Mugabe to launch new bid for office
Zimbabwe's veteran leader Robert Mugabe is set to launch his campaign for a sixth term in power when he celebrates his 84th birthday with a bash in the southern border town of Beitbridge on Thursday.
As his backers grow increasingly disillusioned with a crumbling economy, the octogenarian president faces arguably one of his lowest points yet as he is challenged for the presidency by his former finance minister Simba Makoni.
And while Mugabe will seek to rally support at his birthday party, the main opposition Movement for Democratic Change (MDC) plans simultaneously to launch its manifesto for joint presidential and parliamentary polls set for March 29.
Analysts expect Mugabe to use the hype of a mass rally at a football stadium near Zimbabwe's border with South Africa to launch him into campaign mode.
"It's going to be a morale booster for both President Mugabe and the ruling party," University of Zimbabwe political scientist Joseph Kurebga told AFP.
"The party will use the occasion to give the president moral support and rejuvenate him ... notwithstanding the views of critics who say that he should retire."
The traditional birthday party organised by the youth league of the ruling Zimbabwe African National Union - Patriotic Front (ZANU-PF), will be held under the theme: "Defending our sovereignty through youth empowerment".
Youth league chairman Absolom Sikhosana heaped praises on Mugabe ahead of the bash, urging young people to emulate his example.
"It's our wish that youths in the country follow the footsteps of President Mugabe and defend our country's sovereignty," Sikhosana was quoted by the state-owned Herald newspaper as saying.
"We use President Mugabe's uprightness and strong character to develop the lives of our youths in the country."
The main faction of the divided MDC, however, dismissed the Mugabe assembly as a meaningless diversion. It said its own rally in the eastern town of Mutare would be more closely watched.
"We will be launching our party's election campaign and manifesto and that is the event that all Zimbabweans are looking forward to," said MDC spokesman Nelson Chamisa.
"Mugabe's birthday is a sideshow. People can't be celebrating an old man's birthday when Zimbabweans are suffering. There are no jobs, food is scarce and these are the things we are going to deliver once we are in power.
"While ours is a national occasion, the other one is a celebration for an individual who is holding on to the baton and refusing to listen to pleas to pass on the baton."
MDC leader Morgan Tsvangirai, who lost to Mugabe in the 2002 elections that were widely condemned as rigged, will stand against him again next month.
Mugabe had to intervene last week to stop clashes over results of ruling party primaries that saw ZANU-PF heavyweights, including cabinet ministers, lose to lesser-known candidates in what analysts interpreted as growing dismay with the incumbent leadership.
Despite previously saying he would step down at the end of his current term, Mugabe is now seeking to hang on to power despite presiding over a country reeling from world record inflation officially set at 100,580 percent.
Born on February 21, 1924, Mugabe first became involved in politics while studying at a South African university.
He held teaching posts in Zimbabwe, then Rhodesia, and in Ghana before returning to his homeland in the 1960s and becoming involved in the struggle for independence from colonial ruler Britain.
Mugabe was arrested and detained for 10 years before leaving for Mozambique in 1975 to take up arms in the liberation struggle that saw him become president of an independent Zimbabwe in 1980.
Mugabe was at first widely hailed for his reconciliatory stance towards the country's minority white population, including former Rhodesian prime minister Ian Smith against whom he had fought in the 1970s.
But his reputation as an African statesman has started fading in the past decade with the region's slide into economic decline. Land reforms, unresolved for years, were jump-started with the violent occupation of white-owned farms.
Mugabe has also been widely criticised for recent violent government crackdowns on political opponents.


Action item — Give back exactly the lines that run from the beginning of the entries to the line containing "The image size is (535, 245).", both included, and nothing else.

Records provided —
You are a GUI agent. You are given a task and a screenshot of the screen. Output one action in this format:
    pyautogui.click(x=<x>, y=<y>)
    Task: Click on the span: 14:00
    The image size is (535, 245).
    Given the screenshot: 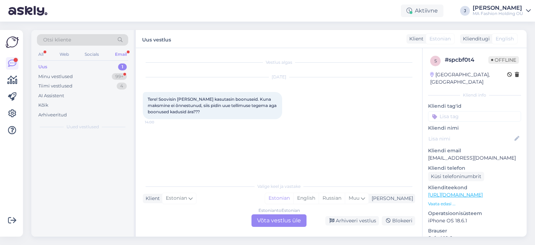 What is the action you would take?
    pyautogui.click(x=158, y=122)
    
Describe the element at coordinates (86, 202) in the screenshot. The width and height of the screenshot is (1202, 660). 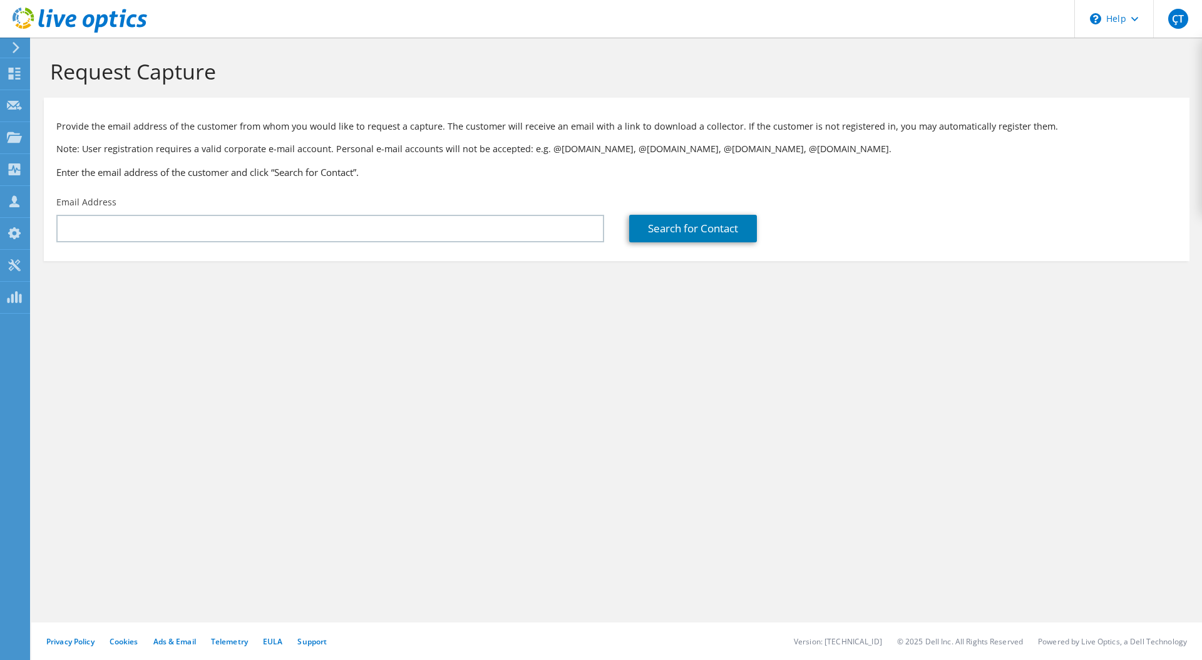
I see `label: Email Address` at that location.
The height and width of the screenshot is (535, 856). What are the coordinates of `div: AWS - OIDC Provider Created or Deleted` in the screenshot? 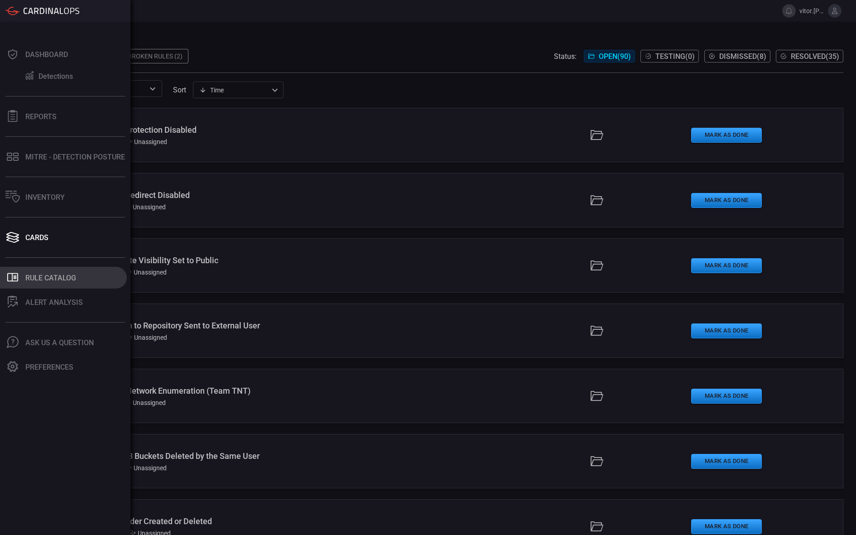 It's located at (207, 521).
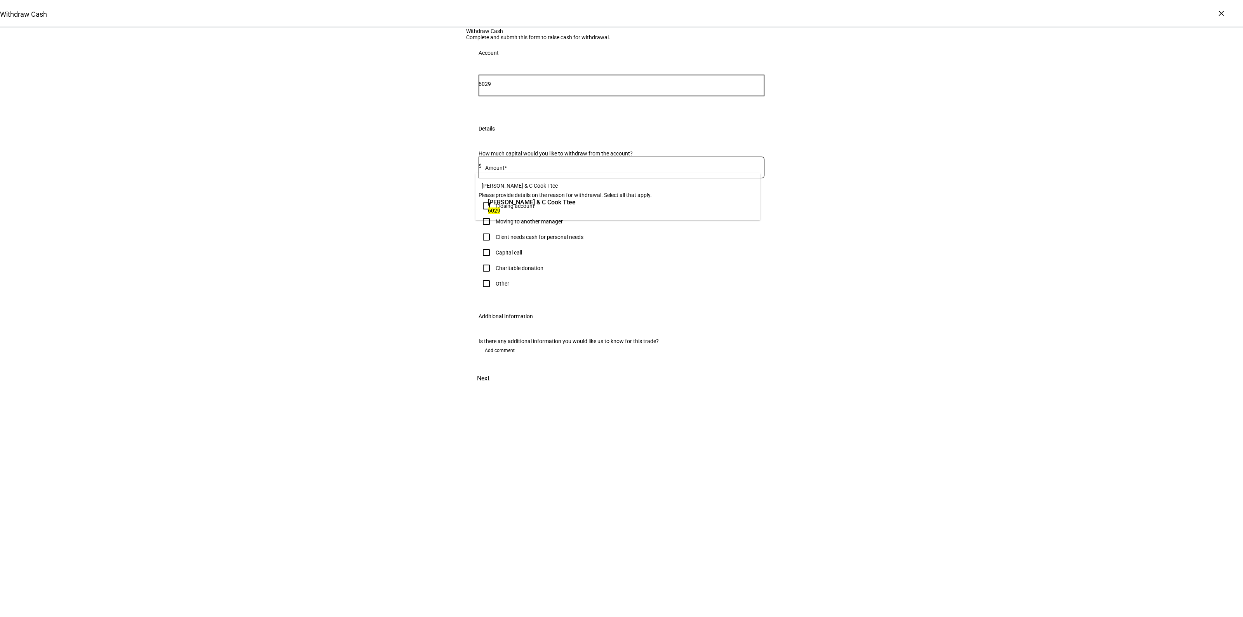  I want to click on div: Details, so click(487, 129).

Output of the exercise —
You are a GUI agent. You are given a task and a screenshot of the screen. Output one action in this format:
    pyautogui.click(x=<x>, y=<y>)
    Task: Click on the span: 14:00
    The image size is (535, 245).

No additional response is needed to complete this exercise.